The suggestions were predictable: As they have each year since 1997, with nothing to show for it so far, members of Congress vowed to enact a
On Friday morning, though, FTC Commissioner
That's exactly right, and it's how we need to start thinking about spam. Spam is not primarily a technological or legal problem: It's an economic one.
From an economic perspective, spam is just another form of pollution, an activity that imposes costs on people without their permission. Like all polluters, spammers impose these costs because of the benefits to them--in this case, the profits they make from sales, however few.
Like many victims of dirty air and befouled water, spam recipients are mostly powerless against the polluters. To curb pollution, we need to figure out how to change a polluter's cost-benefit calculations.
Yet for victims, the time and effort needed to shift costs back to where they belong typically wipe out any theoretical benefits. Because my home e-mail address has stayed the same since 1995, I receive hundreds of spam-o-grams per day, and I don't report each one to the FTC or an Internet provider's abuse address. It's just not worth my time.
It is worth something to the spammers. Here's why: Because of the low cost of bulk e-mail, a response rate as low as one-thousandth of 1 percent can mean profits. A
The usual way to address pollution problems is for the government to step in and raise costs. Rep. Zoe Lofgren, D-Calif.,
| To curb pollution, we need to figure out how to change a polluter's cost-benefit calculations. |
That's a good start, but it's not good enough. Roughly half of spam already comes from overseas, panelists at the FTC confab said last week, and they estimated that it's
Fortunately, there's a second way to raise costs for spammers: Charge them.
Imagine a system that lets you set up a kind of electronic guard dog that would police incoming e-mail. Using a set of user-defined rules, e-mail from preprogrammed domain names, such as yourcompany.com, would be sniffed and automatically approved. So would messages from friends, family, prior correspondents and known mailing lists.
Unknown correspondents, on the other hand, could contact you only if they paid for the privilege. Without bothering you, your guard dog would reply and tell the sender how much "postage" he owed. It's likely that a polite custom would arise: If the message you received from an unknown sender was sufficiently interesting, you'd return the payment or simply not deposit it.
I'm hardly the first person to suggest this idea.
| Imagine a system that lets you set up a kind of electronic guard dog that would police incoming e-mail. |
Whatever the system, if enough people use it, you'll only have to charge as little as a penny to effectively ban spam from your in-box forever. The higher cost of watchdog-protected accounts suddenly would make spam uneconomical by shifting some of the cost of dealing with spam back to the sender, where it belongs. Payment systems like PayPal, E-Gold and GoldMoney.com would make the system feasible.
Then again, the postage would not have to be paid in legal tender. Any activity that cost the sender enough would do the trick. One scheme that's been proposed uses computation instead of currency. Called "
"This can be used as the basis for an e-cash system measured in burnt CPU cycles," writes
Back told me on Friday that he envisions a transition from filters to HashCash. "What do you do, when you receive mail from people who are not using HashCash? Deleting that mail is not really acceptable," Back said.
"What people have proposed to do is to combine HashCash with filtering software solutions like SpamAssassin and the like," he said. "If you used HashCash to send a message, it wouldn't be filtered at all. That gives you an incentive to install HashCash. Every person gets extra value from it because they get extra reliability when sending e-mail."
Whether we end up using HashCash or some form of micropayment, we desperately need to raise the cost of spamming. New laws and new filtering technologies aren't good enough: Spam can be canned only through economics.
Biography
Declan McCullagh is CNET News.com's chief political correspondent. He spent more than a decade in Washington, D.C., chronicling the busy intersection between technology and politics. Previously, he was the Washington bureau chief for Wired News, and a reporter for Time.com, Time magazine and HotWired. McCullagh has taught journalism at American University and been an adjunct professor at Case Western University.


**Work item**
Write the entries out exactly. Any images they hold stay out of the copy.
Segment Start: Records
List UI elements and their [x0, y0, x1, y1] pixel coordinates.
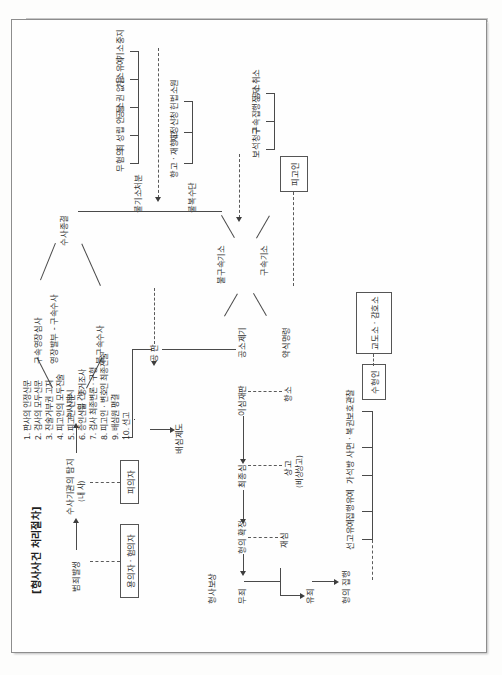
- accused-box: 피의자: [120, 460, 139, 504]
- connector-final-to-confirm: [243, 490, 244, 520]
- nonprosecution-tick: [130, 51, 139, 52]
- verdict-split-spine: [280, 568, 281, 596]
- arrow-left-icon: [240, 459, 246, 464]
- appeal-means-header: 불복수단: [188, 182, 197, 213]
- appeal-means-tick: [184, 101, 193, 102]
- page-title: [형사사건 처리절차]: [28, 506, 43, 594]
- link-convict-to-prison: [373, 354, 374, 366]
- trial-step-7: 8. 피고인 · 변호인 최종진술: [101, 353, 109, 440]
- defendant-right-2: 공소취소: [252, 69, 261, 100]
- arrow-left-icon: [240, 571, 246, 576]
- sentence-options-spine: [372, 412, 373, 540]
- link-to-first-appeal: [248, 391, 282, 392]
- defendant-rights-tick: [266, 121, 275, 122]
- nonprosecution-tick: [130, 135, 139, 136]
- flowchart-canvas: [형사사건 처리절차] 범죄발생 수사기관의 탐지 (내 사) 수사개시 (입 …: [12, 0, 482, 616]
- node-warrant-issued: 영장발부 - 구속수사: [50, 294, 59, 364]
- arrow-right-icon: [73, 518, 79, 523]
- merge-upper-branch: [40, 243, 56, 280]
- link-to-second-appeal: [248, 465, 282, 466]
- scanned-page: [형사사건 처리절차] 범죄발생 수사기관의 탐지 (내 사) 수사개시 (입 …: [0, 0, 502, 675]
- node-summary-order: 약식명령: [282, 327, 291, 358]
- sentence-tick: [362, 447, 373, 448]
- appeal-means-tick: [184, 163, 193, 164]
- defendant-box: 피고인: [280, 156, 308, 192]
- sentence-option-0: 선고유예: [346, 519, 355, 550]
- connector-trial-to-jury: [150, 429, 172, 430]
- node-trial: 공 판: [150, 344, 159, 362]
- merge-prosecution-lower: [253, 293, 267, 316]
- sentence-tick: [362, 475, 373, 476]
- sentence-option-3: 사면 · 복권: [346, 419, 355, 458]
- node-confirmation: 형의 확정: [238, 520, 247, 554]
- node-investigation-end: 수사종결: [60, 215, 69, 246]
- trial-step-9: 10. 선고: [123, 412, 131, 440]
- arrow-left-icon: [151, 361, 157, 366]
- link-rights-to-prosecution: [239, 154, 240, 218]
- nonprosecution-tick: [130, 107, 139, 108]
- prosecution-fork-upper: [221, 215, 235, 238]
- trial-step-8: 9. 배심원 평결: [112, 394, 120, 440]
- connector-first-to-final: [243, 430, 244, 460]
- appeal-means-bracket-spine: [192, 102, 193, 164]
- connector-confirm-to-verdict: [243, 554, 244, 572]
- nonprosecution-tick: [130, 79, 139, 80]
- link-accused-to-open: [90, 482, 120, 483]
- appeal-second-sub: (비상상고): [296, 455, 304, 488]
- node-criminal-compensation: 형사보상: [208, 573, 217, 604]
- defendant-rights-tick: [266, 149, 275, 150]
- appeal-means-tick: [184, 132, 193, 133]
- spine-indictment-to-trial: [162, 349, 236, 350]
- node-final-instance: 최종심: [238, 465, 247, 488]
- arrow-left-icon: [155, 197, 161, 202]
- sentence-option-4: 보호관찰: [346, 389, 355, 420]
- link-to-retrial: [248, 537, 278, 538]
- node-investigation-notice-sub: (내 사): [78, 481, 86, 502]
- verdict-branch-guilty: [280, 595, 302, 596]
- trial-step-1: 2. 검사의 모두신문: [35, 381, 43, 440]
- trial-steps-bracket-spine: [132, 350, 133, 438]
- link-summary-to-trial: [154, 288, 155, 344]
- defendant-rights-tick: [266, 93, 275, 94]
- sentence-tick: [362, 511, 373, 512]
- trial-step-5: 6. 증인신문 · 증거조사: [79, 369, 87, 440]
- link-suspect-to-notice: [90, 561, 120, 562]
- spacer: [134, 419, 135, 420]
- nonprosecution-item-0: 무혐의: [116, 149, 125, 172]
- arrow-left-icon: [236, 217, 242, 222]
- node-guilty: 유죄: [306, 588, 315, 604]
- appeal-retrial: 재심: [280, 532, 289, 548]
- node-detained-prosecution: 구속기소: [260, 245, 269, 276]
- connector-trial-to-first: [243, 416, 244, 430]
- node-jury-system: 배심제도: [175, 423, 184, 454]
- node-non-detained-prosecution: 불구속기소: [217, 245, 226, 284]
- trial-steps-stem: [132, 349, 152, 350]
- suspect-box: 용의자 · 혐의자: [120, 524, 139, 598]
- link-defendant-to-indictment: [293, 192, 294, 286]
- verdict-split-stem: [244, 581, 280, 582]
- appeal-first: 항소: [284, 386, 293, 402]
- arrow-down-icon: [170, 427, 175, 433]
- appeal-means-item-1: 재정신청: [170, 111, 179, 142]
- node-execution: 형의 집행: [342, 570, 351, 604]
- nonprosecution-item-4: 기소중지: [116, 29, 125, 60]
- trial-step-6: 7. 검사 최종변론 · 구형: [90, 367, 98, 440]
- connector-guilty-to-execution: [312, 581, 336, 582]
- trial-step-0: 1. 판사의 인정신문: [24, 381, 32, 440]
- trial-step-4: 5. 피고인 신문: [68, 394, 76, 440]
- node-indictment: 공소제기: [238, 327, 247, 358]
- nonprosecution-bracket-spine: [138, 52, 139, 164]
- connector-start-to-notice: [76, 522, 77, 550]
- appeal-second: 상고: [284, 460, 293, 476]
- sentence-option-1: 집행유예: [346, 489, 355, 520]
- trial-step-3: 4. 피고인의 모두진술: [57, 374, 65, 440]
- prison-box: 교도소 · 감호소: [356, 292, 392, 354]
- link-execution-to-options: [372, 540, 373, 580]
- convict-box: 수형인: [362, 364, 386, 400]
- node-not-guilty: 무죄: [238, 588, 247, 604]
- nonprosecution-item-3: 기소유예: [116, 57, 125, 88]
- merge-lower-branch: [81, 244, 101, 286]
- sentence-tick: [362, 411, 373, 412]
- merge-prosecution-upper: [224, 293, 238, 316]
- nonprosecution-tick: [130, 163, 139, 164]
Segment End: Records
**Reply to the task**
List UI elements and their [x0, y0, x1, y1] pixel coordinates.
- accused-box: 피의자: [120, 460, 139, 504]
- connector-final-to-confirm: [243, 490, 244, 520]
- nonprosecution-tick: [130, 51, 139, 52]
- verdict-split-spine: [280, 568, 281, 596]
- arrow-left-icon: [240, 459, 246, 464]
- appeal-means-header: 불복수단: [188, 182, 197, 213]
- appeal-means-tick: [184, 101, 193, 102]
- page-title: [형사사건 처리절차]: [28, 506, 43, 594]
- link-convict-to-prison: [373, 354, 374, 366]
- trial-step-7: 8. 피고인 · 변호인 최종진술: [101, 353, 109, 440]
- defendant-right-2: 공소취소: [252, 69, 261, 100]
- arrow-left-icon: [240, 571, 246, 576]
- sentence-options-spine: [372, 412, 373, 540]
- link-to-first-appeal: [248, 391, 282, 392]
- defendant-rights-tick: [266, 121, 275, 122]
- nonprosecution-tick: [130, 135, 139, 136]
- flowchart-canvas: [형사사건 처리절차] 범죄발생 수사기관의 탐지 (내 사) 수사개시 (입 …: [12, 0, 482, 616]
- node-warrant-issued: 영장발부 - 구속수사: [50, 294, 59, 364]
- arrow-right-icon: [73, 518, 79, 523]
- merge-upper-branch: [40, 243, 56, 280]
- link-to-second-appeal: [248, 465, 282, 466]
- scanned-page: [형사사건 처리절차] 범죄발생 수사기관의 탐지 (내 사) 수사개시 (입 …: [0, 0, 502, 675]
- node-summary-order: 약식명령: [282, 327, 291, 358]
- sentence-tick: [362, 447, 373, 448]
- appeal-means-tick: [184, 163, 193, 164]
- defendant-box: 피고인: [280, 156, 308, 192]
- sentence-option-0: 선고유예: [346, 519, 355, 550]
- connector-trial-to-jury: [150, 429, 172, 430]
- node-trial: 공 판: [150, 344, 159, 362]
- merge-prosecution-lower: [253, 293, 267, 316]
- sentence-tick: [362, 475, 373, 476]
- sentence-option-3: 사면 · 복권: [346, 419, 355, 458]
- node-confirmation: 형의 확정: [238, 520, 247, 554]
- node-investigation-end: 수사종결: [60, 215, 69, 246]
- trial-step-9: 10. 선고: [123, 412, 131, 440]
- arrow-left-icon: [151, 361, 157, 366]
- link-rights-to-prosecution: [239, 154, 240, 218]
- nonprosecution-tick: [130, 107, 139, 108]
- prosecution-fork-upper: [221, 215, 235, 238]
- trial-step-8: 9. 배심원 평결: [112, 394, 120, 440]
- connector-first-to-final: [243, 430, 244, 460]
- appeal-means-bracket-spine: [192, 102, 193, 164]
- connector-confirm-to-verdict: [243, 554, 244, 572]
- nonprosecution-tick: [130, 79, 139, 80]
- link-accused-to-open: [90, 482, 120, 483]
- appeal-second-sub: (비상상고): [296, 455, 304, 488]
- node-criminal-compensation: 형사보상: [208, 573, 217, 604]
- defendant-rights-tick: [266, 149, 275, 150]
- appeal-means-tick: [184, 132, 193, 133]
- spine-indictment-to-trial: [162, 349, 236, 350]
- node-final-instance: 최종심: [238, 465, 247, 488]
- arrow-left-icon: [155, 197, 161, 202]
- sentence-option-4: 보호관찰: [346, 389, 355, 420]
- link-to-retrial: [248, 537, 278, 538]
- node-investigation-notice-sub: (내 사): [78, 481, 86, 502]
- verdict-branch-guilty: [280, 595, 302, 596]
- trial-step-1: 2. 검사의 모두신문: [35, 381, 43, 440]
- trial-steps-bracket-spine: [132, 350, 133, 438]
- link-summary-to-trial: [154, 288, 155, 344]
- defendant-rights-tick: [266, 93, 275, 94]
- sentence-tick: [362, 511, 373, 512]
- trial-step-5: 6. 증인신문 · 증거조사: [79, 369, 87, 440]
- link-suspect-to-notice: [90, 561, 120, 562]
- spacer: [134, 419, 135, 420]
- nonprosecution-item-0: 무혐의: [116, 149, 125, 172]
- arrow-left-icon: [236, 217, 242, 222]
- node-guilty: 유죄: [306, 588, 315, 604]
- appeal-retrial: 재심: [280, 532, 289, 548]
- node-detained-prosecution: 구속기소: [260, 245, 269, 276]
- connector-trial-to-first: [243, 416, 244, 430]
- node-jury-system: 배심제도: [175, 423, 184, 454]
- node-non-detained-prosecution: 불구속기소: [217, 245, 226, 284]
- trial-steps-stem: [132, 349, 152, 350]
- suspect-box: 용의자 · 혐의자: [120, 524, 139, 598]
- link-defendant-to-indictment: [293, 192, 294, 286]
- verdict-split-stem: [244, 581, 280, 582]
- appeal-first: 항소: [284, 386, 293, 402]
- arrow-down-icon: [170, 427, 175, 433]
- appeal-means-item-1: 재정신청: [170, 111, 179, 142]
- node-execution: 형의 집행: [342, 570, 351, 604]
- nonprosecution-item-4: 기소중지: [116, 29, 125, 60]
- trial-step-6: 7. 검사 최종변론 · 구형: [90, 367, 98, 440]
- connector-guilty-to-execution: [312, 581, 336, 582]
- trial-step-0: 1. 판사의 인정신문: [24, 381, 32, 440]
- trial-step-4: 5. 피고인 신문: [68, 394, 76, 440]
- node-indictment: 공소제기: [238, 327, 247, 358]
- nonprosecution-bracket-spine: [138, 52, 139, 164]
- connector-start-to-notice: [76, 522, 77, 550]
- appeal-second: 상고: [284, 460, 293, 476]
- sentence-option-1: 집행유예: [346, 489, 355, 520]
- trial-step-3: 4. 피고인의 모두진술: [57, 374, 65, 440]
- prison-box: 교도소 · 감호소: [356, 292, 392, 354]
- link-execution-to-options: [372, 540, 373, 580]
- convict-box: 수형인: [362, 364, 386, 400]
- node-not-guilty: 무죄: [238, 588, 247, 604]
- nonprosecution-item-3: 기소유예: [116, 57, 125, 88]
- merge-lower-branch: [81, 244, 101, 286]
- sentence-tick: [362, 411, 373, 412]
- merge-prosecution-upper: [224, 293, 238, 316]
- nonprosecution-tick: [130, 163, 139, 164]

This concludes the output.